═════ Available data ═════

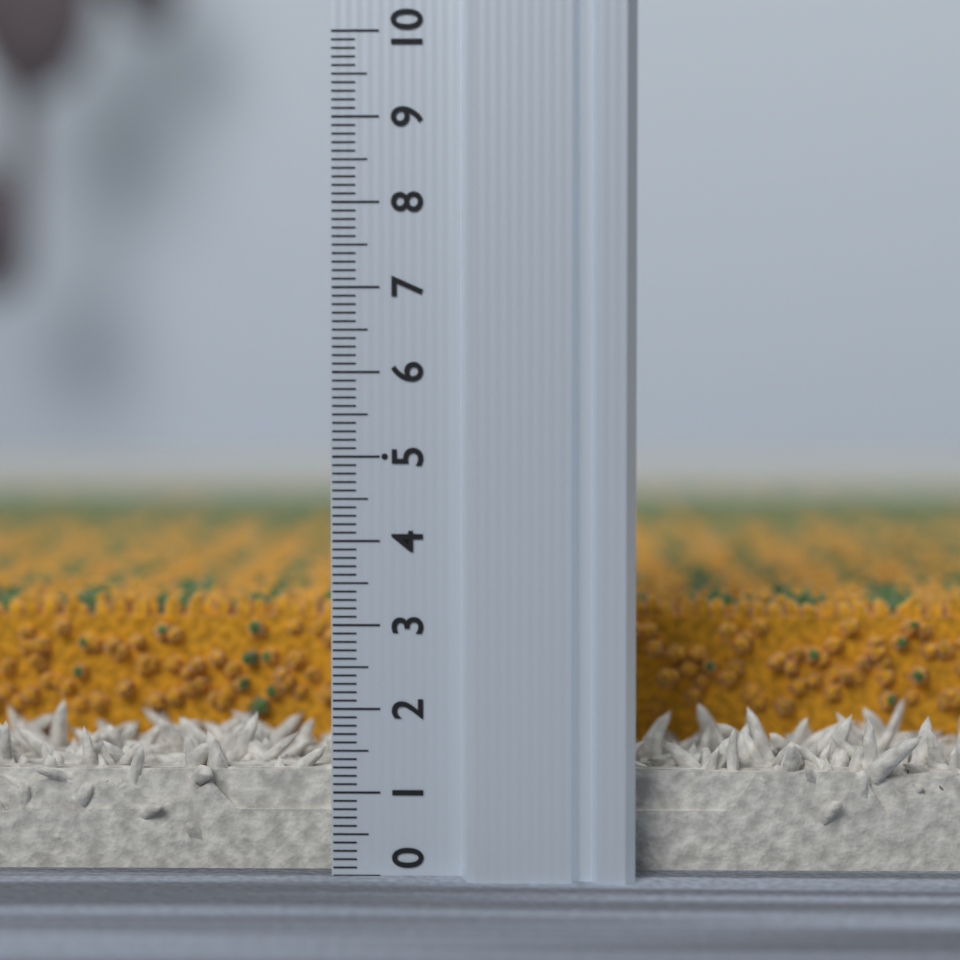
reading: 3.1 (no unit)
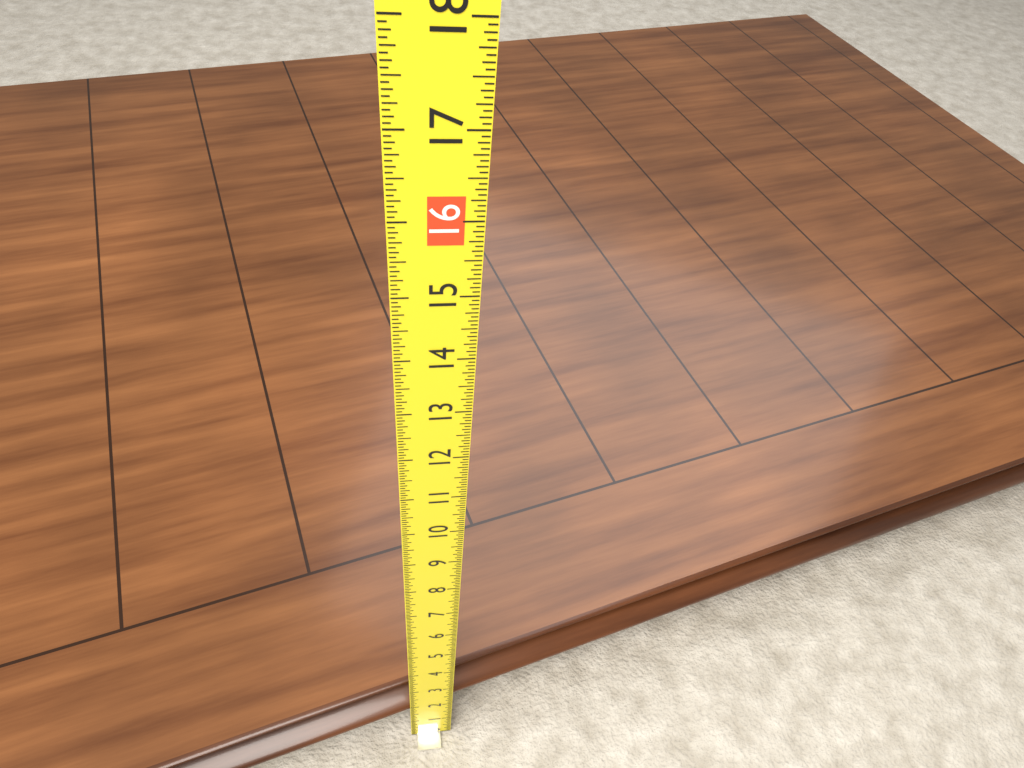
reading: 2.3750 (no unit)
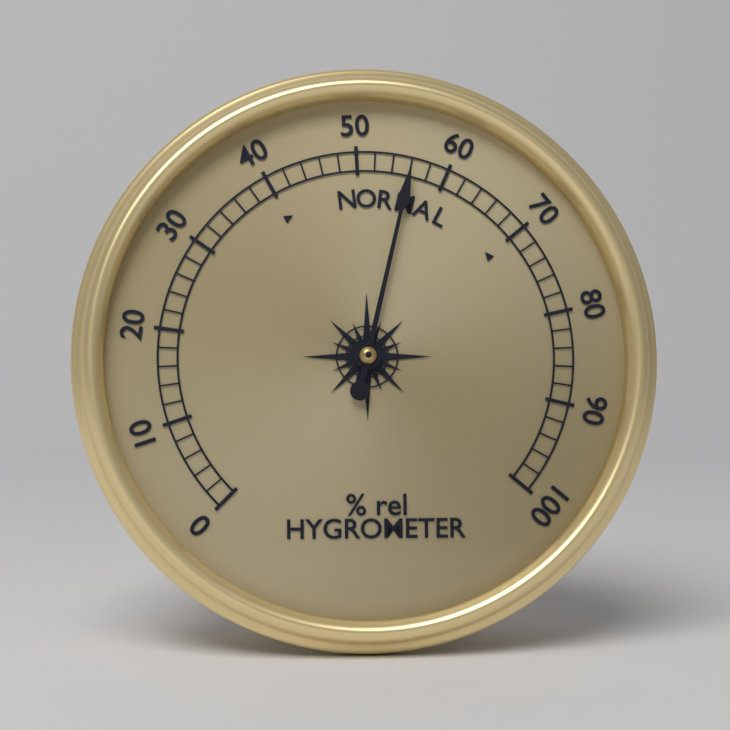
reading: 56 % rel
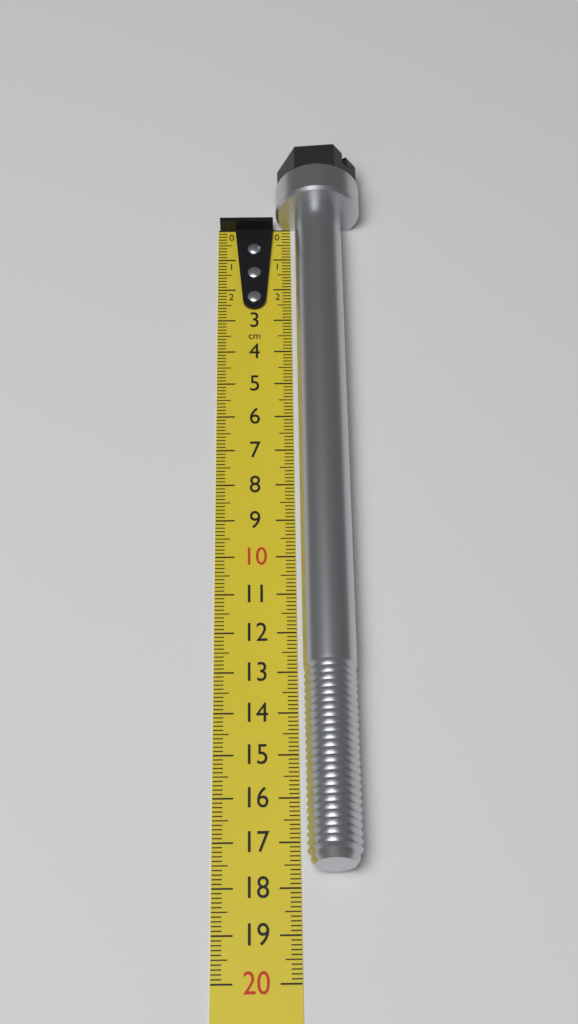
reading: 17.7 cm
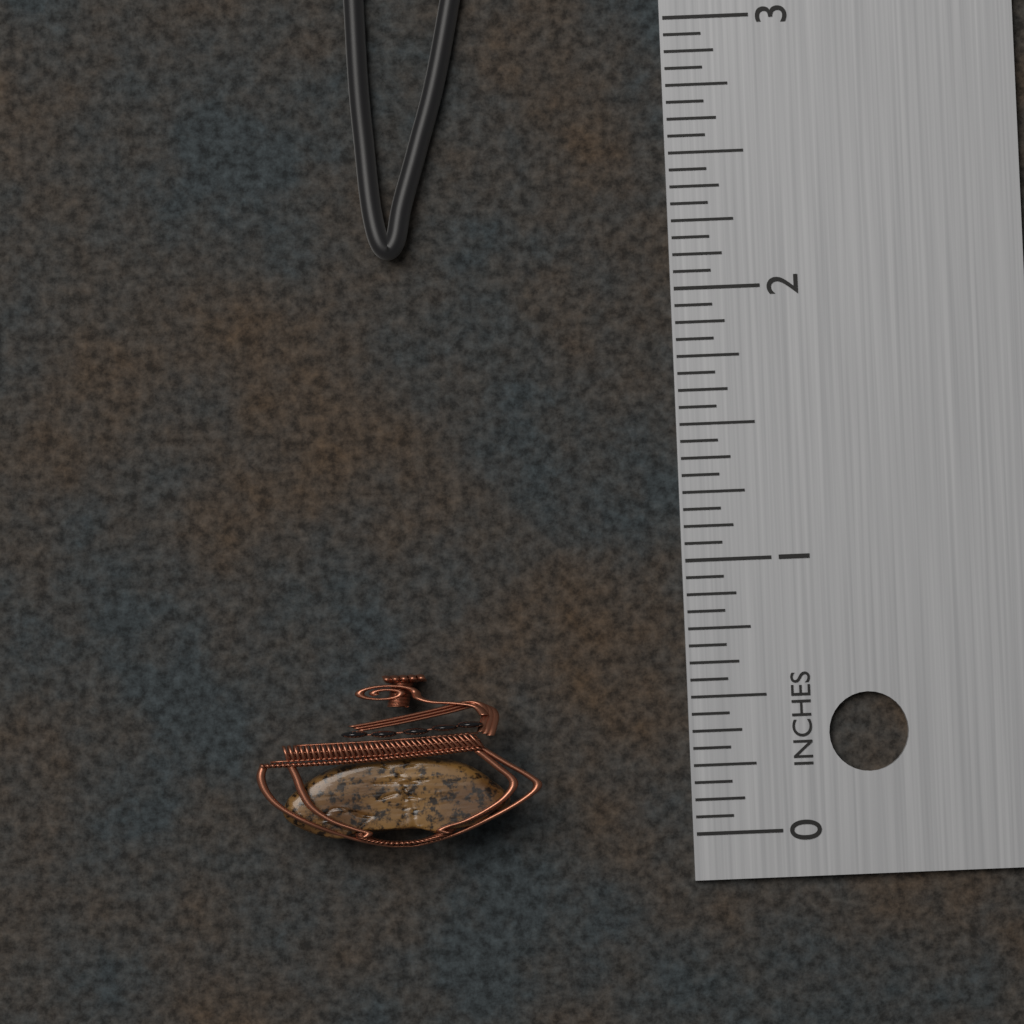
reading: 0.6250 in
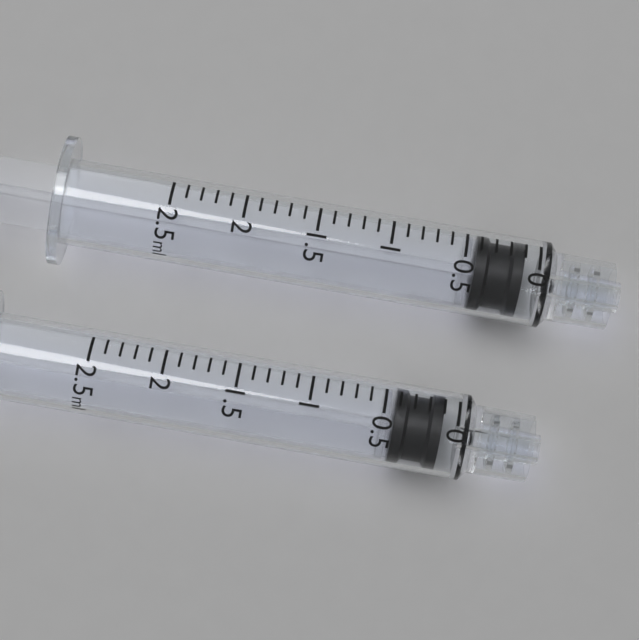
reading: 0.1 ml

═════

Exercise details: Your copy must repeat the data word for word and show none of its images.

Result:
reading: 3.1 (no unit)
reading: 2.3750 (no unit)
reading: 56 % rel
reading: 17.7 cm
reading: 0.6250 in
reading: 0.1 ml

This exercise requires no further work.